I've read almost all of Stephen King's books, having started way younger than I probably should have (around age 10), yet series never did it for me. I tried the first book, but its use of western and fantasy genres — the two genres I am probably the least interested in — meant it was a Stephen King world I wasn't willing to spend a lot of time in.

Still, I appreciated the series and its grandiosity, and how King used it as a means of tying all of his work together into one giant, interconnected universe, with the (literal) Dark Tower at its center. But after years of trying to bring it to the screen, with luminaries like J. J. Abrams and Ron Howard taking a stab at it (Howard remains as producer), The Dark Tower finally lands with a decidedly loud THUD in theaters this week.

Directed by Danish filmmaker Nikolaj Arcel, whose latest work was the period drama A Royal Affair in 2012, the film is rushed, flat, devoid of any real excitement, filled with terrible dialog, and anchored by a truly awful performance at its center.

The man behind that performance is Matthew McConaughey, whose "Man in Black" (AKA Walter, a ridiculous name that at least does not go without comment) resembles the type of greasy character you might find in a tacky nightclub, using his limited skill in "magics" to try and impress some drunk chicks.

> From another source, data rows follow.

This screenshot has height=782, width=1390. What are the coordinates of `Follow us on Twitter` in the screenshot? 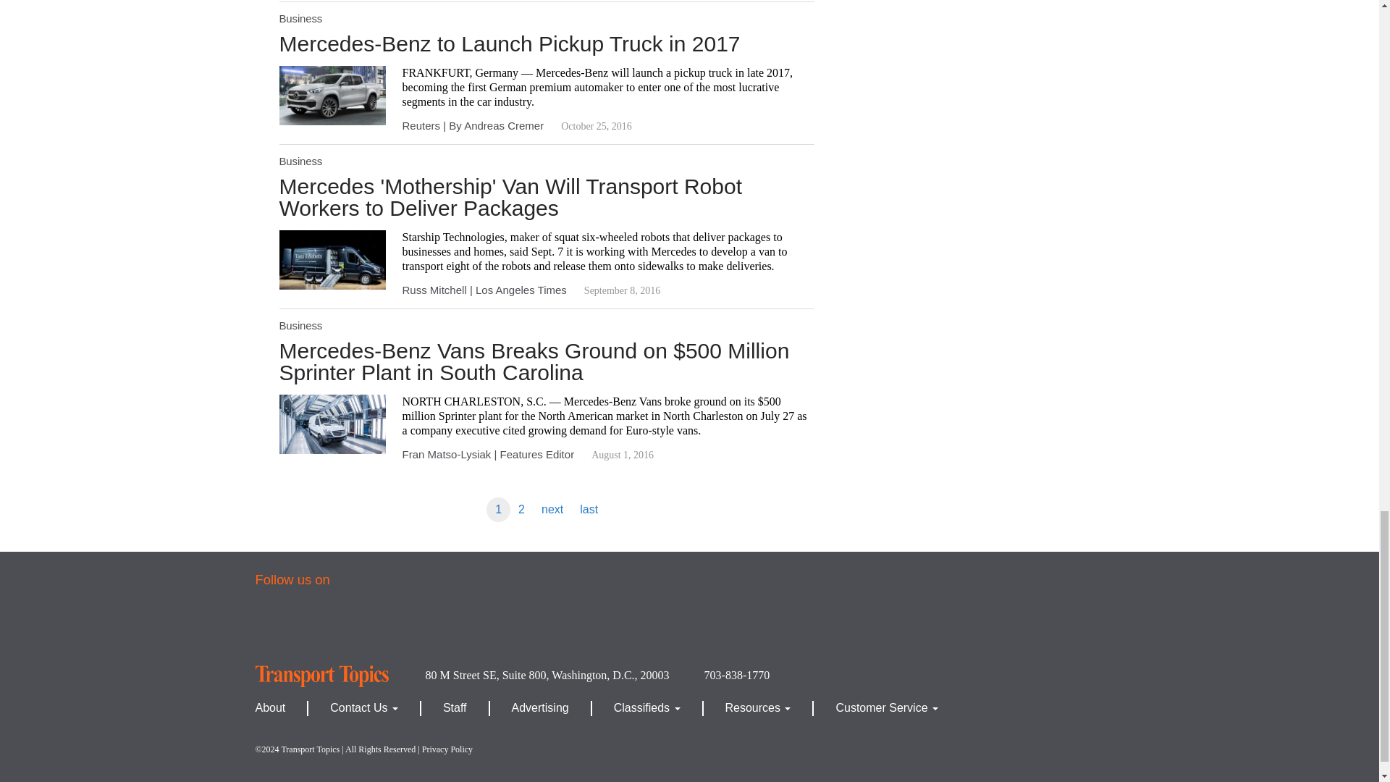 It's located at (334, 626).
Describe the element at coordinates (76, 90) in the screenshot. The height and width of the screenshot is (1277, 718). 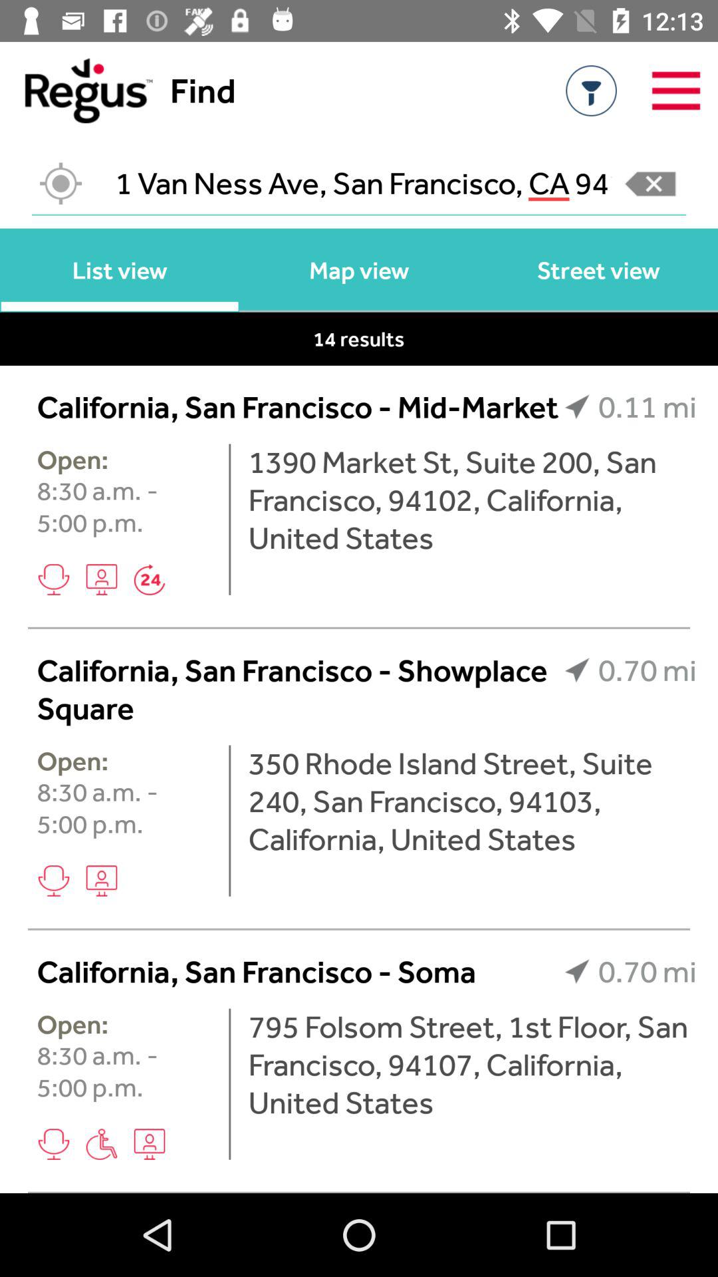
I see `click on home page` at that location.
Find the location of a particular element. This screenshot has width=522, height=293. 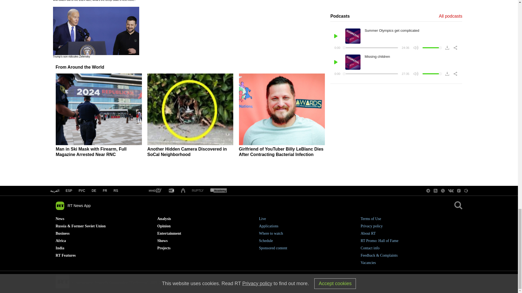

Complete with slicked back hair and a black shirt buttoned low enough to show off a gold chain, McConaughey spends the majority of his performance strutting and preening, at least when he isn't wielding his weaponized jazz hands.

Walter lives in a post-apocalyptic, old west looking universe known as Mid-World, and his chief goal, as it is with so many villains, is to destroy the universe — or at least the Dark Tower, the powerful monolith at the center of all of it all that somehow protects everyone from impending monster attacks. Walter has figured out that the only weapon that can bring down the Dark Tower is the mind of a psychic kid (as long as you strap the kid into a chair that can somehow suck out all that brain power out and beam it across the universe in the form of a mighty stream of fire), and he's searching for the most powerful ones.

Enter Jake (Tom Taylor), a boy living in New York who is suffering from nightmares and visions that feature a tower, a mysterious Man in Black, a Gunslinger, and some creepy rat-faced people who pass as human by wearing fake skin suits.

His mother (Katheryn Winnick) assumes this is all a result of trauma related to the death of his firefighter father, while his stepfather (Nicholas Pauling) just hopes Jake is nuts enough to be sent to a loony bin so he can have his mom all to himself.

Using his own dream-inspired drawings, Jake tracks down a house in Brooklyn that contains a portal to Mid-World, where Jake learns all his visions are real and the Gunslinger is an actual man.

That man is named Roland, he's played by Idris Elba, and he's the film's only redeeming feature. Any fan of Elba knows he can pretty much do anything, and through the strength of sheer magnetism he is able to sell the character of the Gunslinger; a lesser talent having to deliver some of the Gunslinger's dialog would have the audience laughing instead of cheering. (::cough:: McConaughey ::cough::)

I've long realized that when it comes to Stephen King, there are some things that work on the page that just don't translate well to the big screen. He can often get away with hokey dialog in his books, but once it's actually spoken aloud, it can become unintentionally comedic. And that's something that hampers a lot of The Dark Tower.

Jake, with his psychic powers (or "shine," as it is not so subtly called) and the Gunslinger and his ancient marksman skills team up to bring down the Man in Black, which means a return to New York, and the secret evil minion club that hides a portal to Walter's weapons lab. ("Brooklyn's hottest club is Dixie Pig. This place has everything: rat-faced boys in human skin masks, inter-dimensional portals; JACKIE EARL HALEY.")

Jake and the Gunslinger's New York adventure is the film's only highlight, but it's woefully brief, coming at the end of the film's scant 95 minutes. Now, I love me a short running time, and I don't think I'd actually want to see another minute of this Dark Tower. But the fact that it feels short to someone like me is a clear indication that this material needed a much larger scope. And while the original plan was for the film to lead in to a TV series, I can't see audiences clamoring for more after walking out of this.

Unless it's just a weekly show featuring Idris Elba in a long leather trench coat, glowering and shooting things. I'd watch the hell out of that.